Despite the aforementioned criticisms, the responses, overall, have been resoundingly positive.
Some random Facebook messages:
“Your article about living in a van at duke inspired me. I hope to one day have the courage and the willpower to do something as extraordinary as you have”
“Very amazing, you mission is honorable and good luck to you on the rest of your adventure. I’m just starting my journey to break the consumerism side of myself down so this was inspirational to read.”
“It was your picture that caught my eye. I wanted to drop you a note to tell you what a handsome, masculine and sexy guy you are. My heart flutters each time I look at your picture.” (From a dude, actually, but compliment taken nonetheless.)
“You are sooooo the man right now!!”
“I wanted to thank you for inspiring me to maintain my van home. My dad might not appreciate it, but I know now that it doesn’t matter; I have to stick to my convictions.”
“I could see it being made into an oscar worthy movie.” (I want a 26-year old Daniel Day-Lewis to play me.)
“you’re fucking insane for what you have done, but the fact that you are living and succeeding at your ideals, purely amazes me. Have an amazing, DEBT FREE life. You have already changed mine.”
“Fucking awsome, your like the shining light in the afterlife” (Not really sure what this one means)

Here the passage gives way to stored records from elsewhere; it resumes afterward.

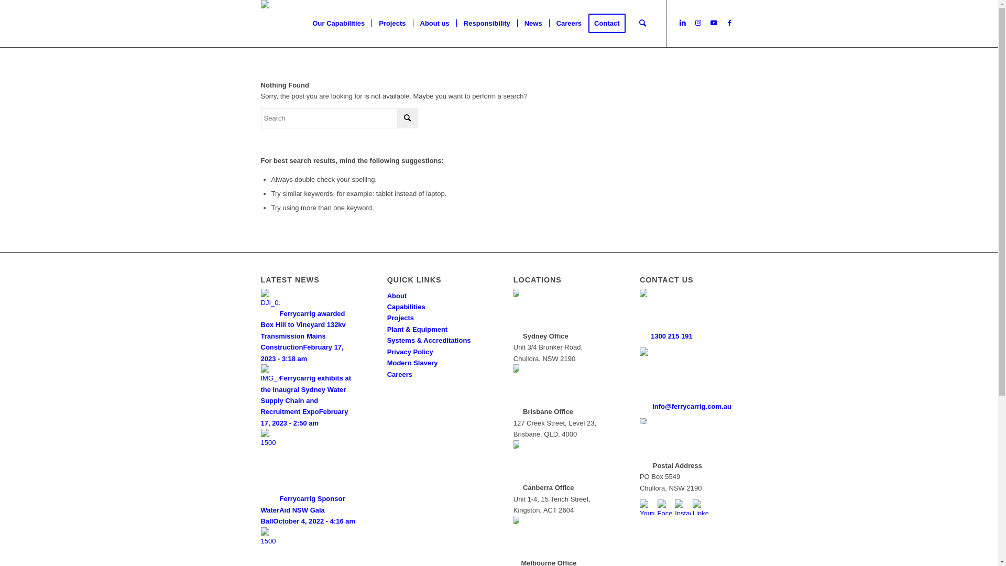  Describe the element at coordinates (672, 336) in the screenshot. I see `1300 215 191` at that location.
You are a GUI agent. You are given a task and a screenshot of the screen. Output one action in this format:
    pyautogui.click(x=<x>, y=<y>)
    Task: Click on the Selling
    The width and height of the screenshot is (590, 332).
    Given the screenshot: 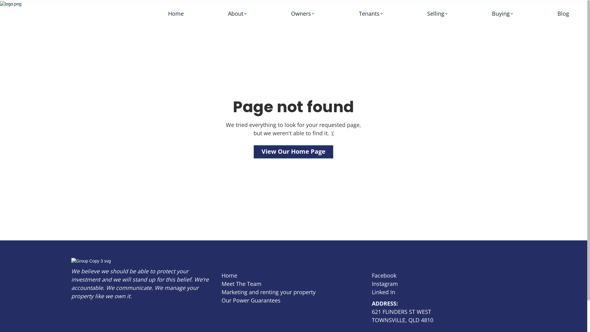 What is the action you would take?
    pyautogui.click(x=437, y=14)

(And my personal favorite, though not in the slightest true):
“You’re so getting laid now”
I have 70 more just like these.
The question begs to be asked: Why did so many people read it? Why did it affect so many people?

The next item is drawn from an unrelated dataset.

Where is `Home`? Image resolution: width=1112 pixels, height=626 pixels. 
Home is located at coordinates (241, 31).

Thoreau is still alive and well in the 21st Century. Well, maybe not Thoreau—but the idea of thrift and frugality and simple living: these—long-forgotten American ideals—are still American ideals. They’ve merely fallen out of practice.
It isn’t difficult to observe the faults of our consumerist lifestyle. Just as Thoreau wrote that “the mass of men lead lives of quiet desperation” 150 years ago, the same is true today. We talk about being a “free” country—a country that loves its liberty and independence so much that we’ll invade other countries to liberate them so they, too, can live freely. But how many people in America actually have freedom? We can’t be free if we’re beholden to pay off student loans, mortgages, or bills from our shopping sprees for what is often the duration of our entire adult lives.

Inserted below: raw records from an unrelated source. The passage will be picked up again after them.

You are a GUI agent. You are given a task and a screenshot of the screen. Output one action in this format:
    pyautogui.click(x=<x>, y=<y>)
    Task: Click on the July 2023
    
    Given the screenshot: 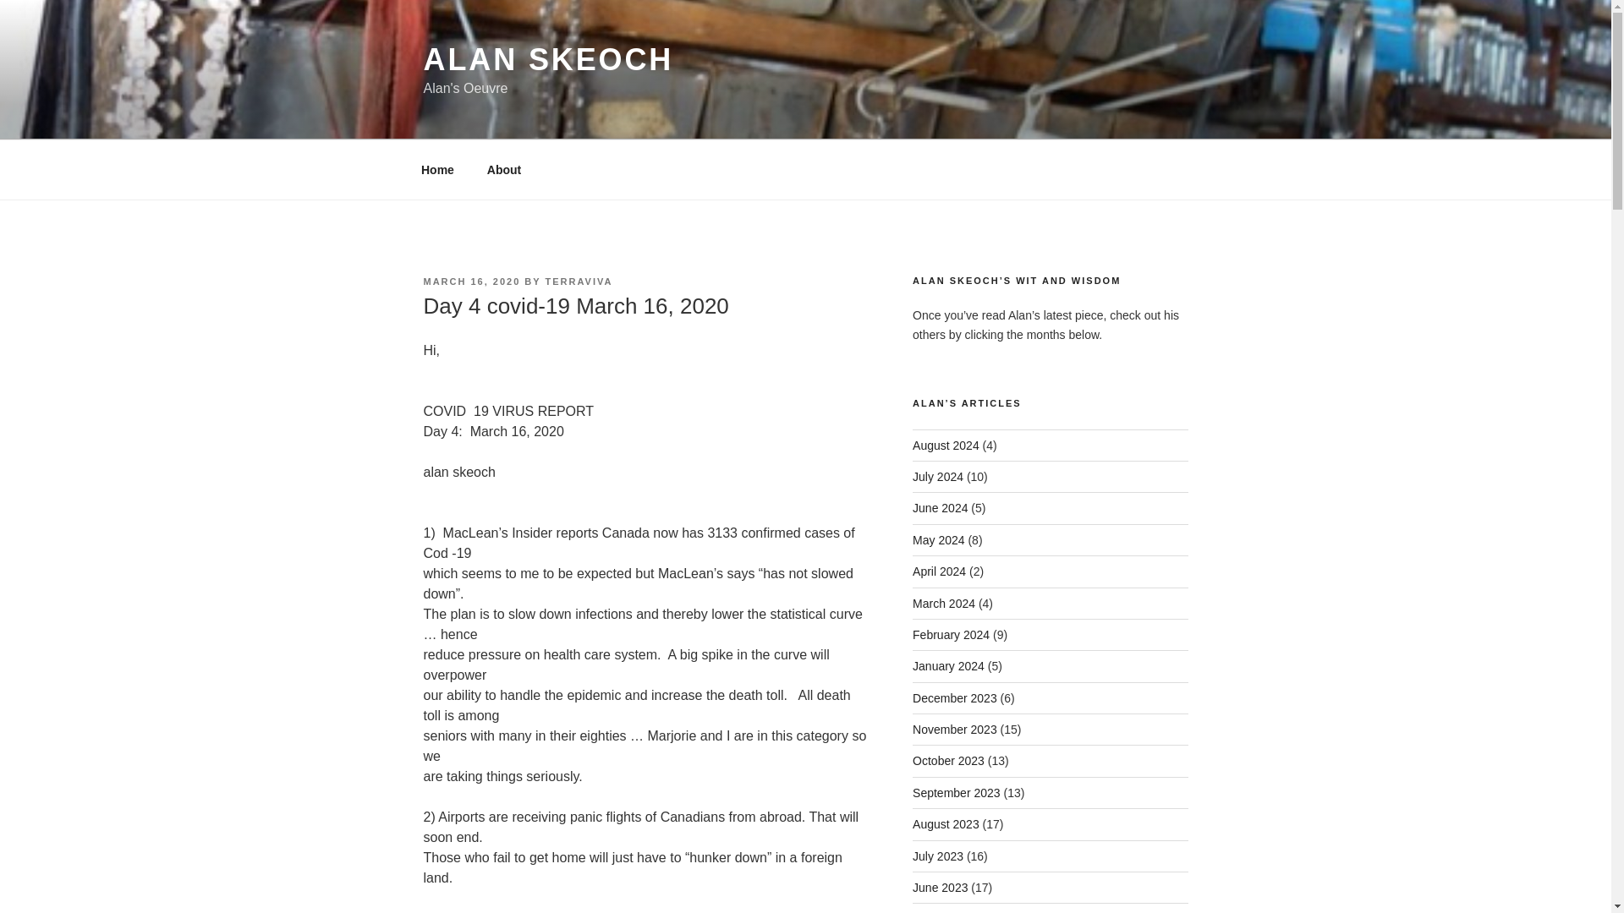 What is the action you would take?
    pyautogui.click(x=937, y=856)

When you think about it, few of us are really free. And if it’s not debt that muzzles our wilder, freedom-loving sides, it’s the common formula we’ve been born into; that being: school/ work/ family/ winnebago/ death—a formula that few have resolve enough to separate themselves from.
People—I think—realize all of this. We all have crazy dreams that do not fit into the prescribed formula. Yet most dreams are put off day after day until they’ve finally transformed into regrets. We recognize the burning desire, a restlessness for freedom within ourselves. But without a frontier or a war, our wildness atrophies without a place to express it.
The American Frontier—once the symbol of our freedom—seems to have disappeared like the buffalo that stampeded over it. Our rugged individualism—hidden under the makeup that the comforts of modern life has applied—appears to be a characteristic lost in the midst of an over-civilized, over-pampered, and overly-effeminate culture.
The Frontier for me, though, is a horizon as endless as it was for the first pioneers. It just takes a little imagination to see it. That which gave us vitality and character and humility can still be seized. It’s merely a matter of seeing opportunity and adventure in everything; of marching with little on our backs but much in our minds into perilous mountains, raging rivers and the blazing glory of a sun that’s yet to set: west—toward the direction of our dreams.